Double-digit inflation was replaced by a brutal recession, with double-digit unemployment and double-digit interest rates in the early 1980s.

In some ways, the situation is not as bad now as in the early 1980s, as the United States is much less dependent on foreign energy supplies and the unemployment rate is much lower. But this is not an argument for inaction; once inflation reaches near double-digit rates, there is still the danger it becomes permanent. Markets may adapt to high inflation and embed cost-of-living increases into wage contracts, the minimum wage and pension payments, as well as financial contracts and even bank deposits.

I lived in Brazil several years during their periods of extreme macroeconomic instability. The inflation rate was 30 percent—not annually but monthly. But life was calm. There were no shortages, no panic, and all contracts and wages were indexed to the rate of inflation. The Brazilians showed the world how to live with, and even party with, extreme inflation rates.

The problem was that inflation became the only economic indicator people paid attention to as they made sure their contracts, bank accounts and interest returns were adjusted to rising prices. There was no long-term planning, no long-term credit and no mortgages, thanks to total confusion over relative prices and returns for investment opportunities. Meanwhile, when I went jogging on the beaches, the price of bottled water would change as I went from one end of the beach to the other end! The economy became inflation-obsessed, with little or no growth and no forward-looking innovation.

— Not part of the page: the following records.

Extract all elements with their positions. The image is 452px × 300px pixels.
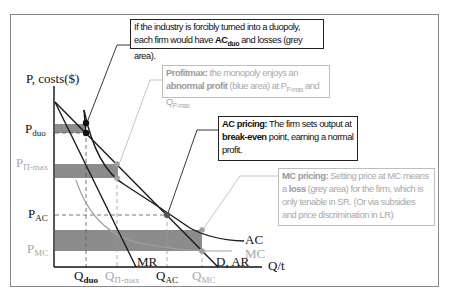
p-ac-sub: AC (35, 213, 48, 223)
p-mc-sub: MC (34, 248, 48, 258)
profitmax-leader (120, 80, 162, 162)
profitmax-note-text-1: the monopoly enjoys an (207, 68, 297, 78)
y-axis-label: P, costs($) (26, 71, 79, 87)
profitmax-note-sub-2: P-max (173, 102, 190, 109)
q-duo-label: Qduo (74, 268, 98, 285)
mc-pricing-note-bold-2: loss (289, 184, 306, 194)
x-axis-label: Q/t (268, 258, 285, 274)
duo-demand-point (83, 130, 89, 136)
q-pimax-main: Q (105, 268, 114, 283)
mc-pricing-loss-area (55, 230, 202, 251)
q-pimax-label: QΠ-max (105, 268, 139, 285)
ac-pricing-note-bold-2: break-even (222, 132, 267, 142)
ac-pricing-note-bold-1: AC pricing: (222, 119, 267, 129)
mc-pricing-note-bold-1: MC pricing: (282, 171, 328, 181)
q-duo-main: Q (74, 268, 83, 283)
p-duo-label: Pduo (25, 121, 46, 138)
q-ac-sub: AC (165, 275, 178, 285)
demand-curve-label: D, AR (216, 254, 249, 270)
q-duo-sub: duo (83, 275, 98, 285)
q-pimax-sub: Π-max (114, 275, 139, 285)
q-mc-main: Q (192, 268, 201, 283)
duopoly-note-bold-sub: duo (228, 40, 239, 47)
p-duo-sub: duo (32, 128, 46, 138)
duopoly-note: If the industry is forcibly turned into … (130, 19, 324, 49)
ac-pricing-leader (168, 130, 218, 213)
pimax-ac-point (114, 175, 120, 181)
profitmax-note-sub-1: P-max (286, 86, 303, 93)
duopoly-leader (88, 45, 130, 120)
profitmax-note-text-2: (blue area) at P (227, 81, 286, 91)
mc-pricing-point (199, 248, 205, 254)
q-mc-label: QMC (192, 268, 215, 285)
profitmax-note: Profitmax: the monopoly enjoys an abnorm… (162, 65, 330, 98)
profitmax-note-bold-1: Profitmax: (166, 68, 207, 78)
duopoly-note-bold: AC (215, 35, 228, 45)
mc-pricing-leader (204, 176, 278, 228)
mc-pricing-note: MC pricing: Setting price at MC means a … (278, 168, 435, 226)
profitmax-note-bold-2: abnormal profit (166, 81, 227, 91)
ac-pricing-note-text-1: The firm sets output at (267, 119, 351, 129)
p-pimax-sub: Π-max (23, 162, 48, 172)
ac-pricing-point (164, 212, 170, 218)
duo-ac-point (83, 120, 89, 126)
ac-pricing-note: AC pricing: The firm sets output at brea… (218, 116, 358, 161)
q-mc-sub: MC (201, 275, 215, 285)
p-pimax-label: PΠ-max (16, 155, 48, 172)
q-ac-label: QAC (156, 268, 178, 285)
mr-curve-label: MR (137, 254, 157, 270)
p-ac-label: PAC (28, 206, 48, 223)
q-ac-main: Q (156, 268, 165, 283)
mc-ac-point (199, 227, 205, 233)
pimax-point (114, 161, 120, 167)
p-mc-label: PMC (27, 241, 48, 258)
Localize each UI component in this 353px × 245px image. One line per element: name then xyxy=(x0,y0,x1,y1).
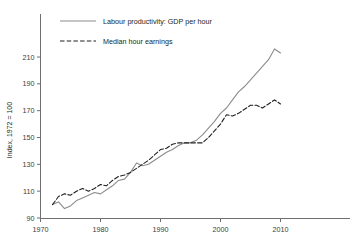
y-tick-label: 90 xyxy=(27,214,35,223)
y-tick-label: 110 xyxy=(23,187,34,196)
y-tick-label: 170 xyxy=(23,106,35,115)
x-tick-label: 1990 xyxy=(153,225,169,234)
y-tick-label: 150 xyxy=(23,133,35,142)
line-chart: Index, 1972 = 100 90110130150170190210 1… xyxy=(0,0,353,245)
y-axis-title: Index, 1972 = 100 xyxy=(6,102,13,158)
y-tick-label: 210 xyxy=(23,53,35,62)
x-tick-label: 1980 xyxy=(93,225,109,234)
chart-background xyxy=(0,0,353,245)
chart-figure: Index, 1972 = 100 90110130150170190210 1… xyxy=(0,0,353,245)
x-tick-label: 1970 xyxy=(33,225,49,234)
x-tick-label: 2000 xyxy=(213,225,229,234)
y-tick-label: 130 xyxy=(23,160,35,169)
x-tick-label: 2010 xyxy=(273,225,289,234)
y-tick-label: 190 xyxy=(23,79,35,88)
legend-label: Labour productivity: GDP per hour xyxy=(103,17,213,26)
legend-label: Median hour earnings xyxy=(103,37,173,46)
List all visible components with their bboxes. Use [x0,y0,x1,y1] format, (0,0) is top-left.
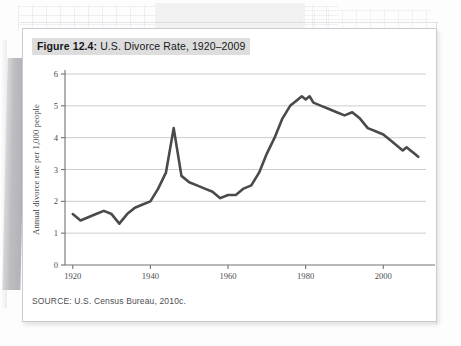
x-tick-label: 2000 [375,271,392,281]
chart-gridlines [65,74,426,233]
figure-source-note: SOURCE: U.S. Census Bureau, 2010c. [32,296,186,306]
y-tick-label: 5 [54,101,58,111]
chart-x-axis-ticks: 19201940196019802000 [64,265,392,281]
y-tick-label: 0 [54,260,58,270]
x-tick-label: 1980 [297,271,314,281]
y-tick-label: 2 [54,196,58,206]
x-tick-label: 1920 [64,271,81,281]
x-tick-label: 1940 [142,271,159,281]
chart-plot-area: 0123456 19201940196019802000 Annual divo… [23,29,438,323]
figure-card: Figure 12.4: U.S. Divorce Rate, 1920–200… [22,28,437,322]
y-axis-title-text: Annual divorce rate per 1,000 people [31,104,41,235]
y-tick-label: 6 [54,69,59,79]
chart-axis-lines [65,70,435,265]
y-tick-label: 3 [54,165,58,175]
y-tick-label: 1 [54,228,58,238]
x-tick-label: 1960 [219,271,236,281]
divorce-rate-line-chart: 0123456 19201940196019802000 Annual divo… [23,29,438,323]
chart-data-line [73,96,418,223]
y-tick-label: 4 [54,133,59,143]
scan-artifact-horizontal-rule [20,22,438,23]
chart-y-axis-ticks: 0123456 [54,69,65,270]
chart-y-axis-title: Annual divorce rate per 1,000 people [31,104,41,235]
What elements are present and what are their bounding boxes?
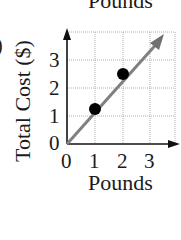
y-axis-label: Total Cost ($) — [10, 26, 36, 176]
cost-line — [67, 40, 160, 144]
x-axis-label: Pounds — [88, 170, 153, 195]
y-tick-2: 2 — [49, 78, 60, 99]
y-tick-1: 1 — [49, 106, 60, 127]
y-tick-3: 3 — [49, 50, 60, 71]
data-point-1 — [89, 103, 101, 115]
y-tick-0: 0 — [49, 133, 60, 154]
data-point-2 — [117, 68, 129, 80]
x-axis-arrow-icon — [168, 140, 180, 148]
x-tick-1: 1 — [89, 151, 100, 172]
x-tick-2: 2 — [117, 151, 128, 172]
x-tick-0: 0 — [61, 151, 72, 172]
y-axis-arrow-icon — [63, 28, 71, 40]
x-tick-3: 3 — [144, 151, 155, 172]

The risk is that we become an inflation-obsessed country, and we jeopardize the prosperity of future generations as investment dries up because of confusion and fear.

We are not quite in the high inflation zone of Brazil in the 1980s. But if we hit double-digit price increases, the risk is that we become an inflation-obsessed country, and we jeopardize the prosperity of future generations as investment dries up because of confusion and fear.

Winding down from high inflation, as the late Rudi Dornbusch of MIT used to say, is like going on a crash diet. The first 20 or 30 pounds come off fairly fast, but getting rid of the last 10 pounds takes more time and effort. Using this analogy, a reasonable target for the Federal Reserve, with full support from the Treasury Department and the White House, would be to wind down inflation toward 4 percent by increasing interest rates and then let the economy move more gradually towards a 2 percent target.

True, with the austerity coming from high interest rates, the administration will likely suffer losses in the midterm elections later this year, but as the Reagan experience shows, the country (as well as the party in power) can benefit from a strong economic rebound. Paralysis in facing the threat of high inflation now only makes the remedies of tight monetary policies more painful in the future.

The president and Congress should rally public support for the Federal Reserve to do quickly what needs to be done. Mr. Biden can also hold the line on cost-of-living adjustments in the federal budget and thus break the cycle of wage and price inflation. This is not the time for gradualism but decisive and credible action.